Trevor Phillips adds fuel to the fire
Trevor Phillips, the chairman of the CRE has suggested that the teaching assistant, Aishah Azmi, suspended by Dewsbury's Headfield Church of England Junior School School for refusing to remove her veil in front of a male teacher, "would be doing everybody, including herself, a great favour were she to decide either that she were to comply with the requirements for teaching in the classroom or to decide she didn't want to do that job."
The employment tribunal held that she had not be discriminated against but had been victimised by the school and also recognised the serious subjudice issues in this case.

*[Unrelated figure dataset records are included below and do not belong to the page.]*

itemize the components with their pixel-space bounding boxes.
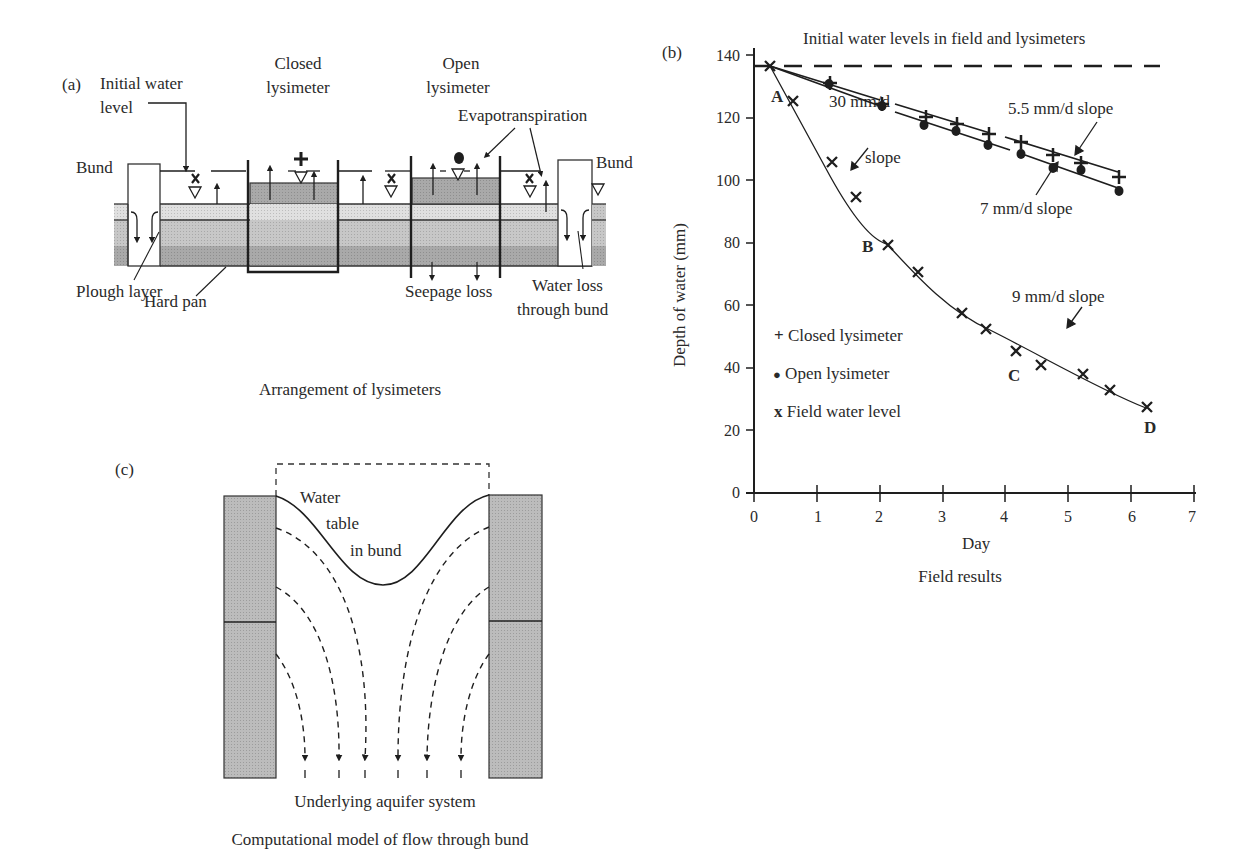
field-results-chart [0, 0, 1249, 862]
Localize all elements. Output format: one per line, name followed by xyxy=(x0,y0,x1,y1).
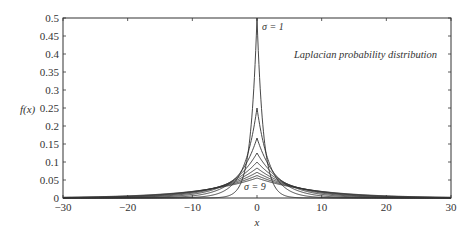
y-tick-label: 0.4 xyxy=(45,48,59,60)
y-tick-label: 0.05 xyxy=(40,174,60,186)
y-tick-label: 0.15 xyxy=(40,138,60,150)
x-tick-label: 30 xyxy=(446,201,458,213)
sigma-1-label: σ = 1 xyxy=(262,21,284,32)
y-tick-label: 0.3 xyxy=(45,84,59,96)
sigma-9-label: σ = 9 xyxy=(244,181,266,192)
distribution-curves xyxy=(63,18,451,198)
curve-sigma-5 xyxy=(63,162,451,198)
chart-annotation-title: Laplacian probability distribution xyxy=(293,49,437,60)
y-tick-label: 0.1 xyxy=(45,156,59,168)
x-tick-label: 20 xyxy=(381,201,393,213)
y-tick-label: 0.45 xyxy=(40,30,60,42)
y-tick-label: 0.25 xyxy=(40,102,60,114)
y-axis-label: f(x) xyxy=(20,103,36,116)
x-tick-label: −20 xyxy=(119,201,137,213)
x-tick-label: 10 xyxy=(316,201,328,213)
y-tick-label: 0.35 xyxy=(40,66,60,78)
y-axis-ticks: 00.050.10.150.20.250.30.350.40.450.5 xyxy=(40,12,451,204)
y-tick-label: 0.2 xyxy=(45,120,59,132)
laplacian-chart: 00.050.10.150.20.250.30.350.40.450.5 −30… xyxy=(0,0,471,235)
y-tick-label: 0.5 xyxy=(45,12,59,24)
x-axis-label: x xyxy=(254,216,260,228)
x-tick-label: −30 xyxy=(54,201,72,213)
x-tick-label: 0 xyxy=(254,201,260,213)
x-tick-label: −10 xyxy=(184,201,202,213)
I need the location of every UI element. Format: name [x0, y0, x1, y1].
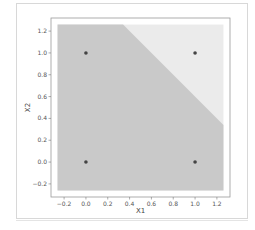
decision-boundary-chart: −0.20.00.20.40.60.81.01.2 −0.20.00.20.40… [0, 0, 255, 230]
x-tick-label: 0.6 [147, 200, 157, 207]
data-point [84, 51, 88, 55]
y-tick-label: 0.2 [37, 136, 47, 143]
x-tick-label: 1.2 [212, 200, 222, 207]
x-tick-label: 1.0 [190, 200, 200, 207]
x-tick-label: −0.2 [57, 200, 72, 207]
data-point [193, 160, 197, 164]
decision-regions [58, 25, 224, 191]
divider [16, 220, 248, 221]
y-tick-label: −0.2 [32, 180, 47, 187]
y-tick-label: 0.4 [37, 114, 47, 121]
data-point [193, 51, 197, 55]
y-axis-label: X2 [24, 103, 32, 112]
y-tick-label: 0.0 [37, 158, 47, 165]
y-tick-label: 0.8 [37, 71, 47, 78]
y-tick-label: 1.0 [37, 49, 47, 56]
y-axis-ticks: −0.20.00.20.40.60.81.01.2 [32, 27, 51, 187]
x-tick-label: 0.0 [81, 200, 91, 207]
x-axis-label: X1 [136, 207, 145, 215]
data-point [84, 160, 88, 164]
x-tick-label: 0.4 [125, 200, 135, 207]
y-tick-label: 1.2 [37, 27, 47, 34]
x-tick-label: 0.2 [103, 200, 113, 207]
x-tick-label: 0.8 [168, 200, 178, 207]
y-tick-label: 0.6 [37, 93, 47, 100]
x-axis-ticks: −0.20.00.20.40.60.81.01.2 [57, 197, 222, 207]
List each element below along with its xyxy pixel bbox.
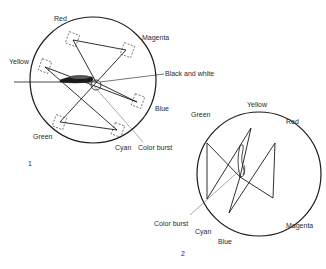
leader-black-white xyxy=(100,74,164,82)
figure-1-vectorscope: Red Magenta Yellow Black and white Blue … xyxy=(9,15,214,167)
label-red-1: Red xyxy=(54,15,67,22)
label-blue-2: Blue xyxy=(218,238,232,245)
label-cyan-2: Cyan xyxy=(195,228,211,236)
label-red-2: Red xyxy=(286,118,299,125)
figure-number-1: 1 xyxy=(28,160,32,167)
label-cyan-1: Cyan xyxy=(115,144,131,152)
figure-number-2: 2 xyxy=(181,250,185,257)
label-black-white: Black and white xyxy=(165,70,214,77)
label-yellow-2: Yellow xyxy=(247,101,268,108)
label-yellow-1: Yellow xyxy=(9,58,30,65)
figure-2-vectorscope: Green Yellow Red Color burst Cyan Magent… xyxy=(154,101,321,257)
label-magenta-2: Magenta xyxy=(286,222,313,230)
label-green-1: Green xyxy=(33,133,53,140)
graticule-circle-2 xyxy=(197,112,321,236)
label-magenta-1: Magenta xyxy=(142,34,169,42)
label-color-burst-2: Color burst xyxy=(154,220,188,227)
label-color-burst-1: Color burst xyxy=(138,144,172,151)
vector-trace-2 xyxy=(207,128,275,213)
vectorscope-diagram: Red Magenta Yellow Black and white Blue … xyxy=(0,0,326,269)
black-white-smear xyxy=(70,75,90,79)
label-green-2: Green xyxy=(191,111,211,118)
label-blue-1: Blue xyxy=(155,105,169,112)
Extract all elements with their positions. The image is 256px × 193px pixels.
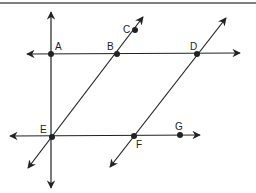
line-FD [110,18,226,167]
point-E [49,134,55,140]
label-E: E [40,124,47,135]
geometry-diagram: A B C D E F G [0,0,256,193]
point-A [48,51,54,57]
label-F: F [136,139,142,150]
label-A: A [55,41,62,52]
label-B: B [107,41,114,52]
label-G: G [175,121,183,132]
point-C [132,27,138,33]
line-AD [27,53,240,54]
label-C: C [123,24,130,35]
label-D: D [190,41,197,52]
line-EG [10,135,200,136]
point-B [114,51,120,57]
point-G [177,132,183,138]
line-EC [28,17,143,168]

Whilst, one might on the face of it think that Phillips has a point, his remarks where inconsistent with his office, he is the chair of a government agency, with statutory legal powers on race equality. This intervention, is extraordinary; he is urging a woman to abort a civil suit in the national interest.
In fact, not only does she have the right to pursue her case - all things being equal - she has every prospect of success. In fact it is startling that neither Blair nor Woolas have been held in contempt of court - unquestionably their comments were subjudice -for this reason alone, the case is a more than worthy of being a test case. Government ministers (the Prime Minister no less) really ought not to be indulging in subjudice, no matter how politic.
1 comment:
I'm still waiting to hear if disciplinary action will be taken against him, the head of the CRE shouldn't be telling people to drop their cases unless they go to the CRE. If anyone else in the CRE did that they'd have been fired.
Blair and Woolas should have been charged with contempt of court, newspaper editors would.